Iqbal believes in the possibility of the ego’s growth even after death.[18] He quotes the following verse of the Qur’an to substantiate this belief: “What! When dead and turned to dust, shall we rise again? Remote is such a return. Now know We what the earth consumeth of them and with Us is a book in which account is kept.”[19]
The Qur’an has again and again reiterated the message that the end of human life is not death of the physical body. To Iqbal, the above message suggests that the nature of individuality is such that it is maintained even after the disintegration of the body, as we know it. Although we cannot gain any ‘insight’ into the nature of the ‘second creation’ i.e. life after death of the physical body, but the Qur’an clearly teaches that it is the nature of the human individuality to remain distinct and separate. It is due to its individual character that it experiences resurrection and punishment or reward according to what it deserves through its deeds, before death. Iqbal writes:
Philosophically speaking, therefore, we cannot go further than this that in view of the past history of man it is highly improbable that his career should come to an end with the dissolution of his body.[20]
In order to grasp Iqbal’s understanding of the concepts of hell and heaven and the growth of the human individuality after death, the following passage has been quoted from his seminal lecture on ‘The Human Ego- His Freedom and Immortality”. It is important to keep in mind that Iqbal came to these conclusions after an exhausting analysis of the concepts of hell and heaven as are elucidated in the vast realms of Islamic Philosophy, the Qur’an and Sunnah. Iqbal believes that heaven and hell are not some physical locations outside the human ego but are states of the inner human consciousness. “Hell, in the words of the Quran, is ‘God’s kindled fire which mounts over the hearts’ (37:41-49)― the painful realization of one’s failure as a man. Heaven is the joy of triumph over the forces of disintegration.”[21] Iqbal does not conceive of Hell literally as a “pit of everlasting torture,”[22] imposed by a vengeful God. Instead he understands it to be a place where an ego devoid of sensitivity to God’s Grace is kindled into a state from which he/she cannot but help respond to God’s Power and Glory. Heaven, on the other hand is conceived as a state where the ego becomes not a passive but an active participant in the creative process.

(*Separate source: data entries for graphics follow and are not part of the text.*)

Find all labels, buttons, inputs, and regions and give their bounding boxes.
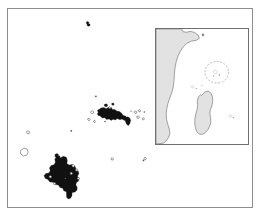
northern-point-marker xyxy=(202,34,205,37)
map-figure xyxy=(0,0,260,216)
locator-inset-canvas xyxy=(156,29,248,144)
western-islet-outline xyxy=(27,131,30,134)
main-map-panel xyxy=(7,8,253,208)
locator-inset-panel xyxy=(155,28,249,145)
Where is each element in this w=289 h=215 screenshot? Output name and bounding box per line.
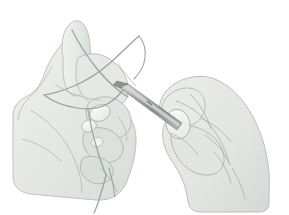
surgical-illustration-canvas: Instrument tie — suture knot being forme… xyxy=(0,0,289,215)
illustration-svg xyxy=(0,0,289,215)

And the recipient of Divine illumination is not merely a passive recipient. Every act of a free ego creates a new situation, and thus offers further opportunities of creative unfolding.[23]

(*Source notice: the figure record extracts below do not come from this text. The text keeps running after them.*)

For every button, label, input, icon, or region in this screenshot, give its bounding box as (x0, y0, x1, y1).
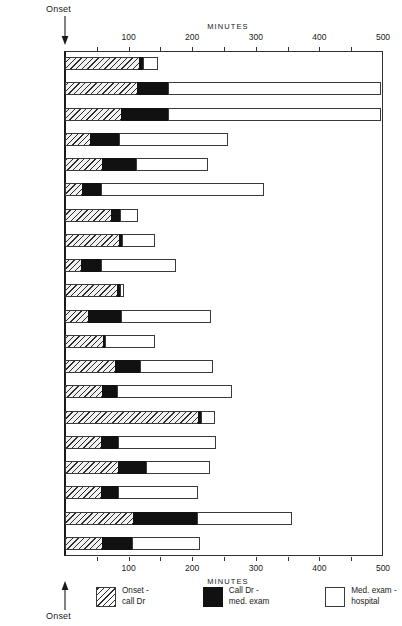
bar-row: Warsaw (0, 304, 402, 329)
axis-tick-mark (224, 557, 225, 561)
legend-label-line1: Med. exam - (351, 586, 397, 597)
bar-segment-med-exam-hospital (101, 259, 176, 272)
bar-segment-med-exam-hospital (118, 486, 198, 499)
onset-top-label: Onset (46, 4, 71, 14)
stacked-bar (65, 512, 292, 525)
stacked-bar (65, 537, 200, 550)
bar-segment-call-dr-med-exam (90, 133, 120, 146)
tick-labels-bottom: 100200300400500 (0, 563, 402, 575)
axis-tick-mark (351, 557, 352, 561)
bar-segment-call-dr-med-exam (137, 82, 169, 95)
bar-segment-onset-call-dr (65, 108, 122, 121)
bar-segment-med-exam-hospital (101, 183, 264, 196)
bar-segment-onset-call-dr (65, 411, 199, 424)
axis-tick-mark (319, 557, 320, 561)
bar-segment-onset-call-dr (65, 284, 118, 297)
bar-segment-med-exam-hospital (122, 234, 155, 247)
legend-swatch-onset (96, 587, 116, 607)
bar-segment-med-exam-hospital (197, 512, 292, 525)
axis-tick-label: 200 (185, 32, 199, 42)
stacked-bar (65, 310, 211, 323)
bar-row-label: Warsaw (0, 310, 62, 320)
tick-marks-bottom (0, 556, 402, 561)
bar-segment-med-exam-hospital (136, 158, 208, 171)
bar-row-label: Lublin (0, 335, 62, 345)
bar-segment-med-exam-hospital (120, 209, 138, 222)
bar-segment-onset-call-dr (65, 82, 138, 95)
bar-segment-med-exam-hospital (120, 284, 124, 297)
stacked-bar (65, 209, 138, 222)
axis-tick-label: 300 (249, 563, 263, 573)
stacked-bar (65, 57, 158, 70)
axis-tick-mark (192, 557, 193, 561)
axis-tick-mark (97, 557, 98, 561)
bar-segment-onset-call-dr (65, 461, 119, 474)
bar-row: Innsbruck (0, 354, 402, 379)
bar-segment-med-exam-hospital (118, 436, 216, 449)
stacked-bar (65, 385, 232, 398)
bar-row-label: Bucharest (0, 108, 62, 118)
bar-segment-onset-call-dr (65, 385, 103, 398)
legend-swatch-call (203, 587, 223, 607)
bar-row: Tampere (0, 278, 402, 303)
legend-label-line2: call Dr (122, 597, 149, 608)
bar-row-label: Heidelberg (0, 184, 62, 194)
stacked-bar (65, 461, 210, 474)
legend-label-call: Call Dr -med. exam (229, 586, 270, 607)
bar-row-label: Sofia (0, 436, 62, 446)
bar-segment-call-dr-med-exam (102, 385, 118, 398)
bar-segment-call-dr-med-exam (133, 512, 199, 525)
bar-segment-med-exam-hospital (143, 57, 158, 70)
legend-label-line1: Call Dr - (229, 586, 270, 597)
chart-root: Onset MINUTES 100200300400500 Gothenburg… (0, 0, 402, 626)
bar-segment-med-exam-hospital (201, 411, 215, 424)
bar-segment-call-dr-med-exam (118, 461, 147, 474)
axis-tick-label: 100 (122, 563, 136, 573)
stacked-bar (65, 133, 228, 146)
bar-row: Tel Aviv (0, 480, 402, 505)
bar-segment-onset-call-dr (65, 310, 89, 323)
bar-row: Total (0, 531, 402, 556)
bar-segment-onset-call-dr (65, 133, 91, 146)
bar-segment-med-exam-hospital (105, 335, 155, 348)
bar-row-label: Dublin (0, 159, 62, 169)
bar-segment-onset-call-dr (65, 537, 103, 550)
axis-tick-label: 300 (249, 32, 263, 42)
bar-segment-med-exam-hospital (117, 385, 232, 398)
bar-segment-onset-call-dr (65, 57, 140, 70)
bar-row-label: London (0, 234, 62, 244)
bar-segment-med-exam-hospital (140, 360, 213, 373)
bar-segment-onset-call-dr (65, 158, 103, 171)
bar-segment-med-exam-hospital (121, 310, 211, 323)
bar-rows: GothenburgPragueBucharestBudapestDublinH… (0, 51, 402, 556)
bar-row-label: Total (0, 537, 62, 547)
onset-arrow-up-icon (61, 580, 69, 610)
legend: Onset -call DrCall Dr -med. examMed. exa… (96, 586, 396, 618)
bar-row: Kaunas (0, 379, 402, 404)
bar-segment-call-dr-med-exam (102, 537, 133, 550)
bar-row-label: Innsbruck (0, 361, 62, 371)
bar-row: Sofia (0, 430, 402, 455)
stacked-bar (65, 486, 198, 499)
bar-segment-onset-call-dr (65, 512, 134, 525)
bar-segment-call-dr-med-exam (101, 486, 119, 499)
bar-row-label: Helsinki (0, 209, 62, 219)
bar-row: Nijmegen (0, 253, 402, 278)
bar-segment-med-exam-hospital (146, 461, 210, 474)
onset-bottom-label: Onset (46, 611, 71, 621)
bar-segment-call-dr-med-exam (82, 183, 102, 196)
bar-row-label: Boden (0, 411, 62, 421)
axis-tick-label: 500 (376, 563, 390, 573)
bar-segment-call-dr-med-exam (101, 436, 119, 449)
bar-segment-call-dr-med-exam (102, 158, 137, 171)
bar-segment-med-exam-hospital (168, 108, 381, 121)
stacked-bar (65, 436, 216, 449)
bar-row: Berlin (0, 506, 402, 531)
bar-row: London (0, 228, 402, 253)
bar-segment-onset-call-dr (65, 486, 102, 499)
bar-segment-call-dr-med-exam (115, 360, 141, 373)
stacked-bar (65, 158, 208, 171)
legend-label-exam: Med. exam -hospital (351, 586, 397, 607)
tick-labels-top: 100200300400500 (0, 32, 402, 44)
bar-row: Dublin (0, 152, 402, 177)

The creative unfolding of the human ego through a clear understanding of the doctrine of personal immortality is at the heart of Iqbal’s concept of khudi.


How does Iqbal's conception, outlined above, differ from Ibn Arabi's concept of the Barzakh? 
Iqbal's notion has affinities with Bergson's concept of Time and Creative Evolution. Ibn Arabi on the other hand affirms




“There is no repetition in [God's] self-disclosure” (lâ takrâr fi’l-tajallî) '
By acknowledging the unity of the Real, Tawhid, we recognize that it is one and unique in its every act, which means that each created thing and each moment of each thing is one and unique; nothing can ever be repeated precisely because of each thing's uniqueness and the divine infinity.' (W.Chittick)






In other words, in the same way that 'kshanika vada' (doctrine of momentariness) rescues Buddhism from other than instrumental commitment to karma, Ibn Arabi's system too is rescued from the hilarious image of Iqbal thinking great thoughts while mouldering in his grave.